Phil Stracchino submitted a more detailed look at the problem:
Since the upper end of both tubes is within the bulb and below the
liquid surface, the same partial vacuum that draws liquid up the
lower tube from the dish to the bulb will also act to draw liquid
through the siphon towards the bulb.
This force is counteracted in each tube by the weight of the hydraulic
head of water in that tube.
Although the siphon tube is higher than the straight lower tube,
that portion of the siphon which is above the level of water in the bulb
is balanced and in equilibrium, and does not contribute to the hydraulic
head of the siphon.
The hydraulic head in the siphon tube is based upon the height of
the water column between the water level in the bulb and the higher
of the water level in the dish or the end of the siphon tube,
not from the total height of the siphon.
It is immaterial how deep within the liquid either end of either tube is,
because so long as both tips of either tube are below the surface,
hydraulic head in that tube acts between the surfaces of the two bodies
of water, not between the ends of the tube.
Any increase in the weight of water in either tube caused by extending
the tube deeper into either body of liquid is exactly counterbalanced
by the increased opposing hydrostatic pressure at the opening resulting
from the greater depth of water above it.
There is therefore nothing to be gained by putting the end of the
siphon deeper into the dish; it changes nothing (or more to the point,
the changes it creates cancel out).
This is why you can't siphon water from a lower level to a higher,
only from a higher to a lower.
Now, consider first the state in which the end of the siphon is below
the liquid level in the dish.
In that case, the siphon and the lower tube, although taking different paths,
are actually equivalent closed routes between exactly the same two
water reservoirs.
The same pressure differential applies to both, and the system is
in equilibrium.
No water will flow because there is no net force favoring one path
over the other.
Secondly consider the case in which the lower end of the siphon
is raised out of the dish, as shown in the diagram.
The siphon, in this case, now ends not at the pool of water in the
dish, but some distance above it.
The siphon, since it now ends above the water surface and thus
above the effective end of the lower tube, now has less hydraulic
head than the lower tube; thus, the weight of water in the lower
tube exceeds the weight of unbalanced water in the siphon.
Water will flow down the lower tube out of the bulb, causing water
to be drawn up the siphon to replace, it until the siphon tube is empty.
At that point, air enters the bulb through the siphon,
collapsing the partial vacuum, and all remaining water in the bulb
drains into the dish via the straight tube.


> **Problem requirements**
All of the data, word for word and free of pictures, is the expected result.

> **Information given**
↓↓↓
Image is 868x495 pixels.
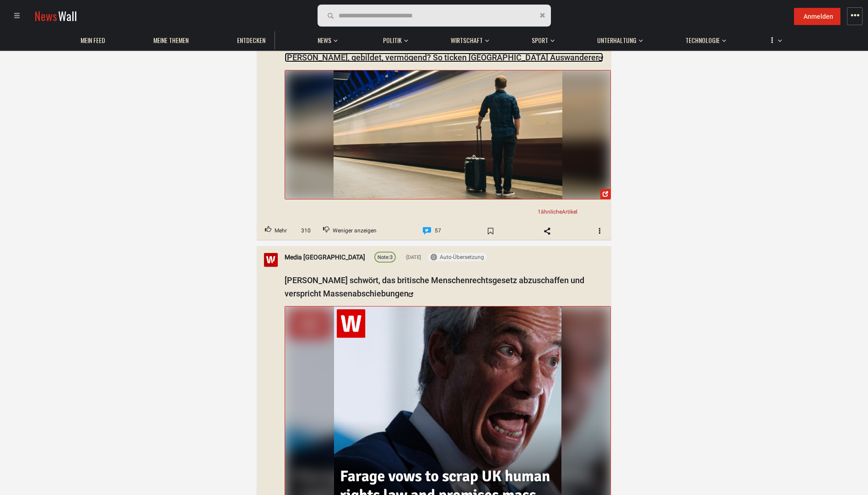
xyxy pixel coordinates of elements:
div: 3 [377,254,393,262]
a: 1ähnlicheArtikel [534,207,581,217]
a: Sport [527,32,553,50]
span: Unterhaltung [597,36,637,44]
span: Sport [532,36,548,44]
span: Mehr [275,225,287,237]
button: Downvote [315,222,385,240]
a: Note:3 [374,252,396,263]
a: Comment [415,222,449,240]
img: GzVu4vNXcAA7U4p.jpg [285,70,610,199]
span: Politik [383,36,402,44]
span: Share [534,224,561,239]
span: [DATE] [405,253,421,262]
span: ähnliche [541,209,562,215]
a: Unterhaltung [593,32,641,50]
button: Politik [379,27,408,50]
span: Bookmark [477,224,504,239]
span: Wirtschaft [451,36,483,44]
a: Politik [379,32,407,50]
a: News [313,32,336,50]
button: Wirtschaft [446,27,489,50]
a: Wirtschaft [446,32,488,50]
span: 57 [435,225,441,237]
a: NewsWall [35,8,77,24]
a: Media [GEOGRAPHIC_DATA] [284,252,365,263]
span: Technologie [686,36,720,44]
a: [PERSON_NAME] schwört, das britische Menschenrechtsgesetz abzuschaffen und verspricht Massenabsch... [284,276,585,298]
span: 1 Artikel [538,209,578,215]
span: Weniger anzeigen [333,225,376,237]
span: Note: [377,255,390,261]
button: Sport [527,27,554,50]
button: Technologie [681,27,726,50]
span: Meine Themen [154,36,188,44]
button: Unterhaltung [593,27,643,50]
button: Anmelden [794,8,841,25]
button: News [313,27,340,50]
span: Wall [58,8,77,24]
button: Upvote [257,222,295,240]
span: Entdecken [237,36,265,44]
span: 310 [298,226,314,235]
img: Post Image 22770018 [333,70,563,199]
a: Post Image 22770018 [284,70,611,200]
span: Mein Feed [80,36,106,44]
button: Auto-Übersetzung [427,253,487,262]
img: Profilbild von Media Wales [264,253,277,267]
span: News [35,8,57,24]
span: News [318,36,331,44]
a: [PERSON_NAME], gebildet, vermögend? So ticken [GEOGRAPHIC_DATA] Auswanderer [284,52,603,62]
span: Anmelden [804,13,833,20]
a: Technologie [681,32,724,50]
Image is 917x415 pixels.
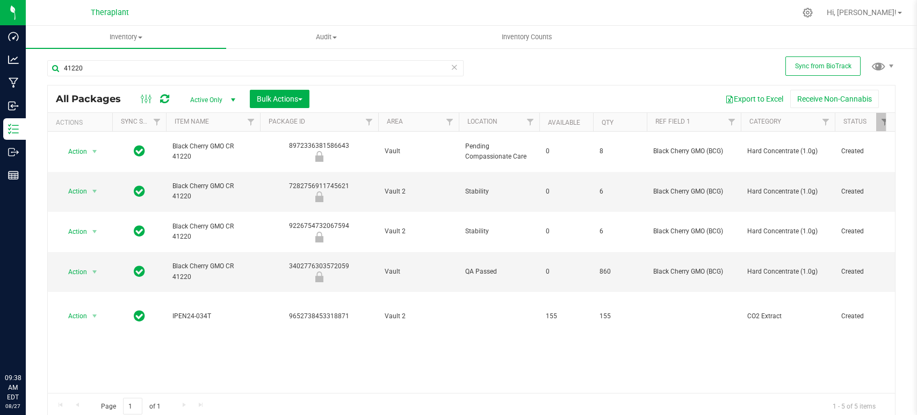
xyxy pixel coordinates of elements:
span: In Sync [134,308,145,323]
span: In Sync [134,184,145,199]
inline-svg: Outbound [8,147,19,157]
span: QA Passed [465,266,533,277]
a: Filter [876,113,894,131]
span: Theraplant [91,8,129,17]
span: Hard Concentrate (1.0g) [747,146,828,156]
span: Pending Compassionate Care [465,141,533,162]
button: Bulk Actions [250,90,309,108]
button: Export to Excel [718,90,790,108]
span: Stability [465,186,533,197]
span: Vault [384,146,452,156]
a: Sync Status [121,118,162,125]
span: 0 [546,266,586,277]
a: Filter [242,113,260,131]
span: Page of 1 [92,397,169,414]
input: 1 [123,397,142,414]
div: 8972336381586643 [258,141,380,162]
span: Vault [384,266,452,277]
a: Item Name [175,118,209,125]
div: 9226754732067594 [258,221,380,242]
inline-svg: Dashboard [8,31,19,42]
a: Package ID [268,118,305,125]
span: Black Cherry GMO (BCG) [653,146,734,156]
a: Inventory Counts [427,26,627,48]
span: select [88,144,101,159]
div: Newly Received [258,191,380,202]
span: Action [59,144,88,159]
inline-svg: Manufacturing [8,77,19,88]
span: Black Cherry GMO (BCG) [653,266,734,277]
span: Created [841,311,887,321]
input: Search Package ID, Item Name, SKU, Lot or Part Number... [47,60,463,76]
div: Newly Received [258,231,380,242]
a: Ref Field 1 [655,118,690,125]
span: Vault 2 [384,226,452,236]
div: Newly Received [258,271,380,282]
span: Created [841,226,887,236]
span: In Sync [134,143,145,158]
span: 0 [546,186,586,197]
a: Qty [601,119,613,126]
span: Hi, [PERSON_NAME]! [826,8,896,17]
span: CO2 Extract [747,311,828,321]
span: 8 [599,146,640,156]
a: Filter [521,113,539,131]
a: Area [387,118,403,125]
span: 1 - 5 of 5 items [824,397,884,413]
button: Receive Non-Cannabis [790,90,878,108]
span: Bulk Actions [257,95,302,103]
span: select [88,184,101,199]
button: Sync from BioTrack [785,56,860,76]
span: Black Cherry GMO CR 41220 [172,221,253,242]
span: 0 [546,226,586,236]
span: Black Cherry GMO CR 41220 [172,141,253,162]
inline-svg: Inbound [8,100,19,111]
span: Vault 2 [384,311,452,321]
span: Vault 2 [384,186,452,197]
span: 6 [599,226,640,236]
a: Audit [226,26,426,48]
span: Black Cherry GMO CR 41220 [172,181,253,201]
span: Hard Concentrate (1.0g) [747,266,828,277]
a: Filter [441,113,459,131]
inline-svg: Reports [8,170,19,180]
span: Inventory [26,32,226,42]
a: Filter [148,113,166,131]
span: In Sync [134,264,145,279]
a: Filter [360,113,378,131]
div: Newly Received [258,151,380,162]
div: 9652738453318871 [258,311,380,321]
span: 6 [599,186,640,197]
span: Action [59,264,88,279]
span: Created [841,186,887,197]
span: Hard Concentrate (1.0g) [747,226,828,236]
a: Filter [723,113,740,131]
span: Hard Concentrate (1.0g) [747,186,828,197]
span: Action [59,308,88,323]
span: 0 [546,146,586,156]
span: select [88,308,101,323]
span: Clear [451,60,458,74]
span: Action [59,224,88,239]
div: Actions [56,119,108,126]
a: Filter [817,113,834,131]
span: In Sync [134,223,145,238]
span: Inventory Counts [487,32,567,42]
span: All Packages [56,93,132,105]
a: Available [548,119,580,126]
a: Status [843,118,866,125]
span: Action [59,184,88,199]
span: Black Cherry GMO (BCG) [653,226,734,236]
div: Manage settings [801,8,814,18]
span: 860 [599,266,640,277]
a: Inventory [26,26,226,48]
span: Audit [227,32,426,42]
span: select [88,264,101,279]
span: select [88,224,101,239]
span: 155 [599,311,640,321]
div: 3402776303572059 [258,261,380,282]
span: Black Cherry GMO (BCG) [653,186,734,197]
span: Black Cherry GMO CR 41220 [172,261,253,281]
div: 7282756911745621 [258,181,380,202]
inline-svg: Analytics [8,54,19,65]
↑↑↑
> **Expected output**
Image is 868x495 pixels.
xyxy pixel coordinates of elements:
div: 3 [377,254,393,262]
a: 1ähnlicheArtikel [534,207,581,217]
a: Sport [527,32,553,50]
span: Unterhaltung [597,36,637,44]
span: Sport [532,36,548,44]
span: Mehr [275,225,287,237]
button: Downvote [315,222,385,240]
a: Note:3 [374,252,396,263]
a: Comment [415,222,449,240]
img: GzVu4vNXcAA7U4p.jpg [285,70,610,199]
span: Politik [383,36,402,44]
span: Share [534,224,561,239]
span: [DATE] [405,253,421,262]
span: ähnliche [541,209,562,215]
a: Unterhaltung [593,32,641,50]
button: Politik [379,27,408,50]
span: Bookmark [477,224,504,239]
span: Wirtschaft [451,36,483,44]
a: Politik [379,32,407,50]
a: News [313,32,336,50]
button: Wirtschaft [446,27,489,50]
a: Wirtschaft [446,32,488,50]
span: 57 [435,225,441,237]
a: NewsWall [35,8,77,24]
a: Media [GEOGRAPHIC_DATA] [284,252,365,263]
span: Technologie [686,36,720,44]
a: [PERSON_NAME] schwört, das britische Menschenrechtsgesetz abzuschaffen und verspricht Massenabsch... [284,276,585,298]
span: 1 Artikel [538,209,578,215]
span: Weniger anzeigen [333,225,376,237]
span: Note: [377,255,390,261]
button: Sport [527,27,554,50]
button: Technologie [681,27,726,50]
span: Meine Themen [154,36,188,44]
button: Unterhaltung [593,27,643,50]
button: Anmelden [794,8,841,25]
button: News [313,27,340,50]
span: Wall [58,8,77,24]
button: Upvote [257,222,295,240]
span: Entdecken [237,36,265,44]
span: 310 [298,226,314,235]
img: Post Image 22770018 [333,70,563,199]
a: Post Image 22770018 [284,70,611,200]
span: Mein Feed [80,36,106,44]
button: Auto-Übersetzung [427,253,487,262]
img: Profilbild von Media Wales [264,253,277,267]
span: News [35,8,57,24]
span: News [318,36,331,44]
a: [PERSON_NAME], gebildet, vermögend? So ticken [GEOGRAPHIC_DATA] Auswanderer [284,52,603,62]
span: Anmelden [804,13,833,20]
a: Technologie [681,32,724,50]
Image is 917x415 pixels.
xyxy pixel coordinates of elements:
span: In Sync [134,308,145,323]
span: In Sync [134,184,145,199]
inline-svg: Outbound [8,147,19,157]
span: QA Passed [465,266,533,277]
a: Filter [876,113,894,131]
span: Theraplant [91,8,129,17]
span: Hard Concentrate (1.0g) [747,146,828,156]
span: Pending Compassionate Care [465,141,533,162]
button: Bulk Actions [250,90,309,108]
button: Export to Excel [718,90,790,108]
span: Stability [465,186,533,197]
span: Vault [384,146,452,156]
a: Sync Status [121,118,162,125]
span: 0 [546,266,586,277]
a: Filter [242,113,260,131]
span: Page of 1 [92,397,169,414]
input: 1 [123,397,142,414]
div: 8972336381586643 [258,141,380,162]
span: Vault [384,266,452,277]
a: Item Name [175,118,209,125]
div: 9226754732067594 [258,221,380,242]
inline-svg: Dashboard [8,31,19,42]
a: Package ID [268,118,305,125]
span: Black Cherry GMO (BCG) [653,146,734,156]
a: Inventory Counts [427,26,627,48]
span: select [88,144,101,159]
div: Newly Received [258,191,380,202]
span: Action [59,144,88,159]
inline-svg: Manufacturing [8,77,19,88]
span: Black Cherry GMO (BCG) [653,266,734,277]
span: Created [841,311,887,321]
input: Search Package ID, Item Name, SKU, Lot or Part Number... [47,60,463,76]
div: Newly Received [258,231,380,242]
a: Ref Field 1 [655,118,690,125]
span: Vault 2 [384,226,452,236]
div: Newly Received [258,271,380,282]
span: Created [841,226,887,236]
span: In Sync [134,143,145,158]
span: 0 [546,186,586,197]
a: Qty [601,119,613,126]
span: Hi, [PERSON_NAME]! [826,8,896,17]
span: CO2 Extract [747,311,828,321]
span: 8 [599,146,640,156]
a: Filter [521,113,539,131]
a: Area [387,118,403,125]
span: 1 - 5 of 5 items [824,397,884,413]
button: Receive Non-Cannabis [790,90,878,108]
span: Bulk Actions [257,95,302,103]
span: select [88,184,101,199]
button: Sync from BioTrack [785,56,860,76]
span: Black Cherry GMO CR 41220 [172,221,253,242]
span: 0 [546,226,586,236]
span: Black Cherry GMO CR 41220 [172,141,253,162]
inline-svg: Inbound [8,100,19,111]
span: Vault 2 [384,311,452,321]
span: Vault 2 [384,186,452,197]
span: 6 [599,226,640,236]
a: Audit [226,26,426,48]
span: Black Cherry GMO CR 41220 [172,181,253,201]
span: Hard Concentrate (1.0g) [747,266,828,277]
a: Filter [441,113,459,131]
inline-svg: Reports [8,170,19,180]
span: Inventory [26,32,226,42]
a: Filter [148,113,166,131]
span: In Sync [134,264,145,279]
a: Filter [360,113,378,131]
div: Newly Received [258,151,380,162]
div: 9652738453318871 [258,311,380,321]
span: 6 [599,186,640,197]
span: Action [59,264,88,279]
span: Created [841,186,887,197]
span: Hard Concentrate (1.0g) [747,226,828,236]
a: Filter [723,113,740,131]
span: Hard Concentrate (1.0g) [747,186,828,197]
span: Action [59,308,88,323]
span: 0 [546,146,586,156]
span: select [88,308,101,323]
span: Clear [451,60,458,74]
span: Action [59,224,88,239]
div: Actions [56,119,108,126]
a: Filter [817,113,834,131]
span: In Sync [134,223,145,238]
span: Inventory Counts [487,32,567,42]
span: All Packages [56,93,132,105]
a: Available [548,119,580,126]
a: Status [843,118,866,125]
span: Action [59,184,88,199]
span: Black Cherry GMO (BCG) [653,226,734,236]
div: Manage settings [801,8,814,18]
span: 860 [599,266,640,277]
a: Inventory [26,26,226,48]
span: Audit [227,32,426,42]
span: select [88,264,101,279]
span: select [88,224,101,239]
span: 155 [599,311,640,321]
div: 3402776303572059 [258,261,380,282]
span: Black Cherry GMO (BCG) [653,186,734,197]
span: Black Cherry GMO CR 41220 [172,261,253,281]
div: 7282756911745621 [258,181,380,202]
inline-svg: Analytics [8,54,19,65]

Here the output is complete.